What Delayed Earth’s Oxygenation?
Powering a massive biosphere on Earth, photosynthesis is the light-mediated reaction that converts carbon dioxide and water to carbohydrates and oxygen. About 2.3 billion years ago, this reaction led to a dramatic oxygenation of Earth’s atmosphere.
Evidence exists for oxygen-releasing photosynthesis evolving much earlier – perhaps as early as 3 billion years ago. However, the oxygen-rich atmosphere we take for granted today has existed for only about 10% of Earth’s 4.5-billion-year history. Why did oxygenation of the atmosphere occur so much later than the evolution of oxygen-releasing photosynthesis?
“The striking lag has remained an enduring puzzle in the fields of Earth history and planetary science,” says Christopher Reinhard, an assistant professor in the School of Earth and Atmospheric Sciences (EAS).
Reinhard, former EAS postdoctoral researcher Kazumi Ozaki, and collaborators have proposed a solution to the puzzle. Their findings, published in Nature Communications, suggest that in the oceans of early Earth, oxygen-releasing photosynthesizers could not compete effectively with their primitive counterparts.
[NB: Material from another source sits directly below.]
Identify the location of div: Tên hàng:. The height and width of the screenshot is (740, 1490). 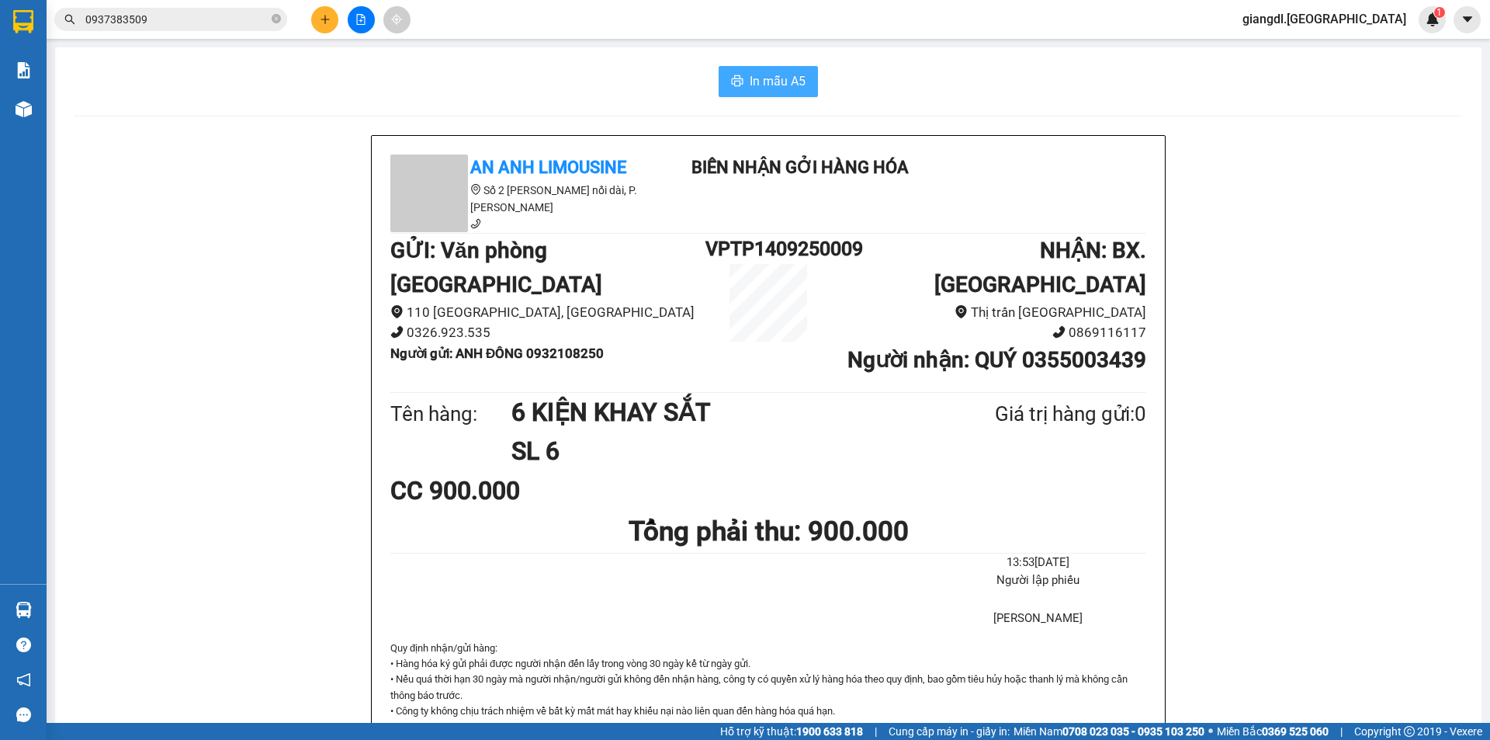
(451, 414).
Modern photosynthesizers consume water and release oxygen. Primitive ones instead consume dissolved iron ions – which would have been abundant in the oceans of early Earth. They produce rust as a byproduct instead of oxygen.
Using experimental microbiology, genomics, and large-scale biogeochemical modeling, “we found that photosynthetic bacteria that use iron instead of water are fierce competitors for light and nutrients,” says Ozaki, the paper’s first author and now an assistant professor in the Department of Environmental Science at Toho University, in Japan. “We propose that their ability to outcompete oxygen-producing photosynthesizers is an important component of Earth’s global oxygen cycle.”
The study is part of Reinhard’s research goal to understand how the evolution of the photosynthetic biosphere controlled the composition of Earth’s atmosphere. “We want to understand the timing of major biological innovations and their impact on the chemistry of Earth’s oceans and atmosphere. We consider these principles to be central in understanding our own evolutionary origins and the search for life beyond our solar system.”
“Our results contribute to a deeper knowledge of the biological factors controlling the long-term evolution of Earth’s atmosphere,” Ozaki says. “They offer a better mechanistic understanding of the factors that promote oxygenation of the atmospheres of Earth-like planets beyond our solar system.” The results “yield an entirely new vantage from which to build theoretical models of Earth’s biogeochemical oxygen cycle,” Reinhard adds.
Other authors of the study are Katharine Thompson, Rachel Simister, and Sean Crowe of the University of British Columbia.
Reinhard acknowledges support from the NASA Astrobiology Institute, the NASA Postdoctoral Program, the Alfred P. Sloan Foundation, and the NASA Nexus for Exoplanet System Science (NExSS).